One of the impacts of healing emotional trauma is the inability to face the truth. This can be so overwhelming, that people aren’t able to realize that they aren’t being authentic with themselves or others. Because I wanted to appear as a confident and happy person, I buried my pain and became trapped in my own pretense—which ultimately made me even more miserable.
Only when I found the courage to face what I disliked and who I was because of my emotional trauma, did the feeling of fear and intimidation begin to shrink. The more I did it, the more proud I felt of myself.
If you want to make this easy for yourself, here is what I suggest you do: give yourself time to be alone, away from distractions. Start small and work on just one thing at a time. It should be something that has been bothering you for a while or a situation that keeps repeating itself, but you resent it. It may be the presence of toxic relationships, your insecurities, self-doubt, people-pleasing, accepting what you dislike or disagree with, or fear of rejection.
Once you make a choice, I encourage you to repeat this mantra. Say something like, “I am safe, and the fear I feel or the discomfort this brings is only my ego wanting to keep me small.” Focus on these words and take them to your heart. We are in this for the long term. We ain’t playing around, sister. Get serious.
Sit in it
After coming up with one thing you want to work through and saying or thinking your mantra to defeat the fear and keep yourself grounded and humble, look and acknowledge how this trait, behavior pattern, or a trauma response has affected your life.
When I was practicing this exercise, I looked at my pain, acknowledged the limitations it represented, and how it has been managing my life in a way that didn’t serve me. I saw how I acted on my emotions and my triggers to feel shameful afterward.
The important part of sitting in your shit is that you begin to befriend and face things you were afraid to look at and things you denied or ignored. By addressing the seemingly scary monster of the truth, you learn to defeat it. In the end, it’s all an illusion. For the most part, we have nothing to fear. We are safe. It’s the perception of our ego that makes us scared and ignorant.
It’s okay to not be okay
At this point, you may have a mix of feelings, some guilt, shame or discomfort. That’s okay — it’s good to recognize the parts of your past that shaped you into who you are today and the ways that trauma has affected your life. What you’re feeling is normal — so don’t let these thoughts paralyze you, either; instead, recognize that these are things that can be changed.

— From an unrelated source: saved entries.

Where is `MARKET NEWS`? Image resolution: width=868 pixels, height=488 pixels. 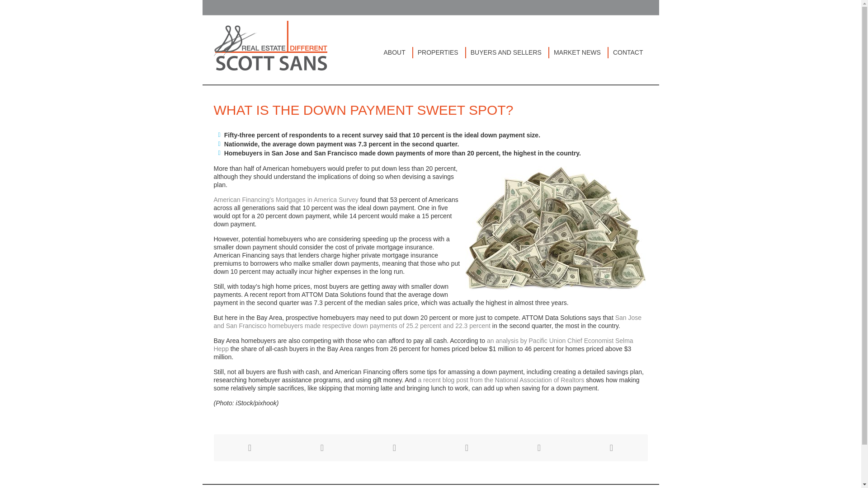 MARKET NEWS is located at coordinates (579, 52). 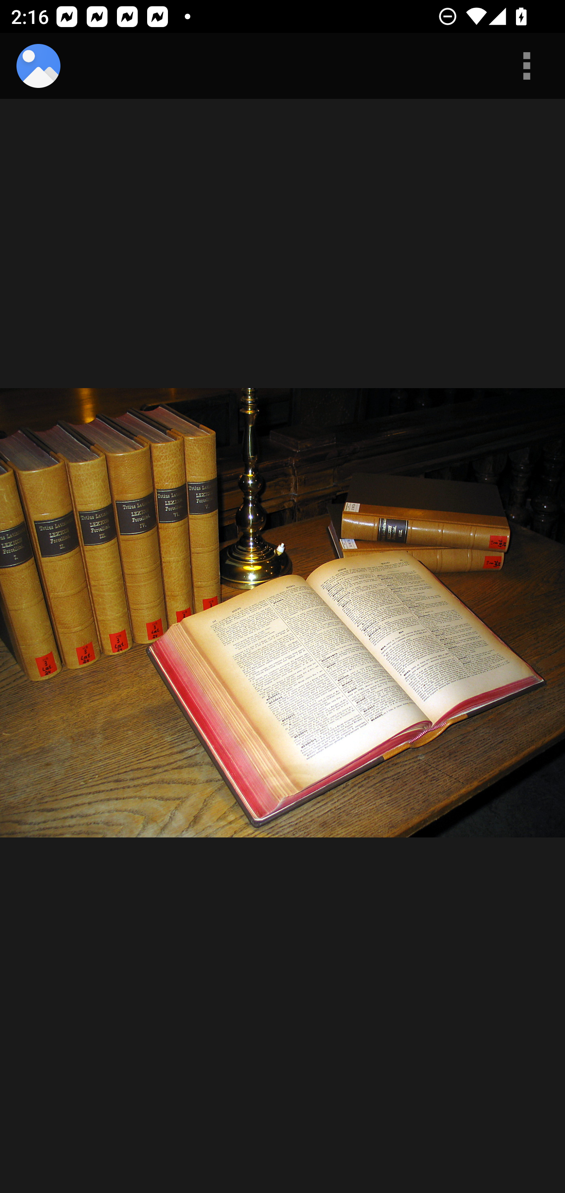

When we act out of our trauma or feelings of unworthiness, actions we take often aren’t the ones we feel proud of. And that’s okay for one simple reason – there is nothing wrong with you. It has never been about what’s wrong with you, but what has happened to you that deserves your attention and energy.

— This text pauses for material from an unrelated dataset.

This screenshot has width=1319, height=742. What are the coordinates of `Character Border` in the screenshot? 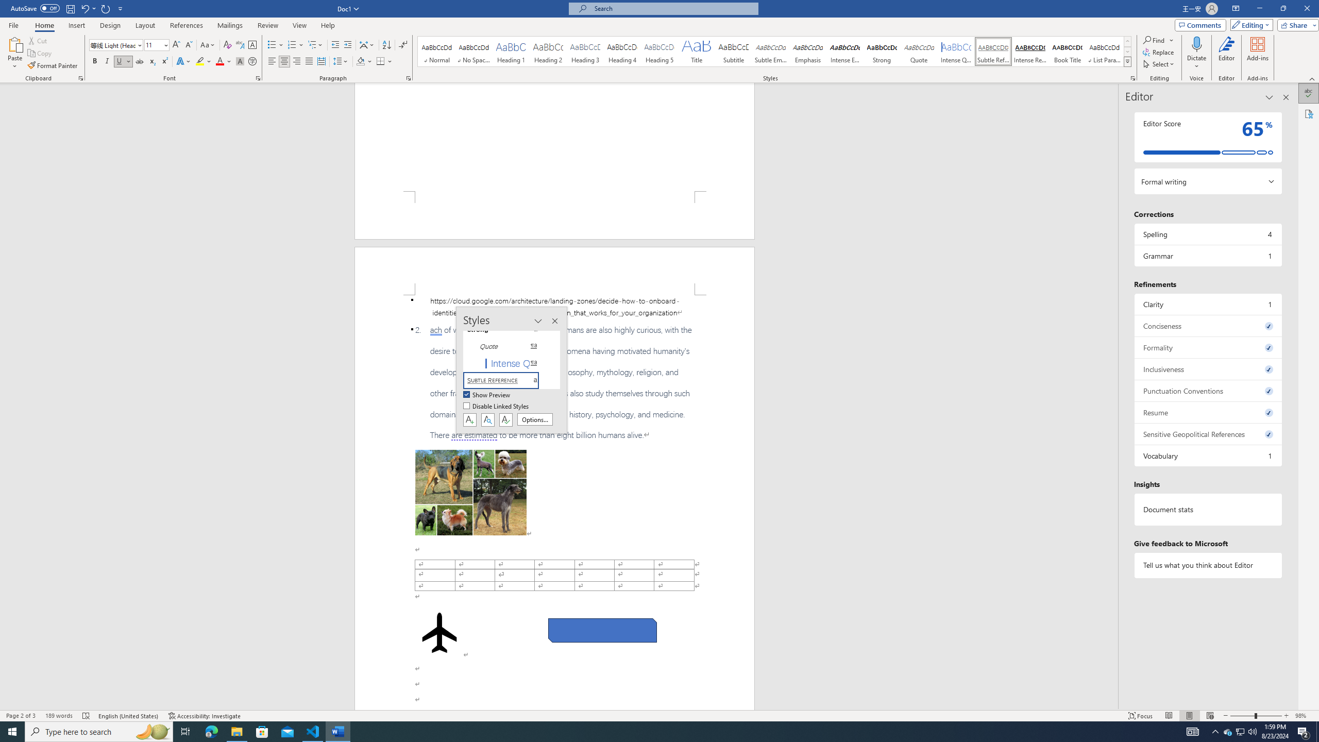 It's located at (252, 45).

This intimidating look in the mirror allows you to understand yourself and who you are because of your emotional wiring. It allows you to grow as a person and achieve your own self-acceptance by giving yourself the freedom to be who you are without any shame or judgment. So anytime you feel your emotions boiling over, know it’s okay not to be okay and reach for understanding instead.
Conclusion
I came to the conclusion that intimate relationships have been one of the best avenues to reveal where I struggle the most in terms of healing emotional trauma. Although they often bring the most pain, they also offer the best lessons and opportunities for growth.
No matter how much we try to run away from our past, like domestic violence we grew up in or sexual abuse we were a victim of, we will never outrun the trauma and its impact on our overall mental health. What truly changes the game is the courage to stop, turn around and face our demons we never thought we could heal and overcome.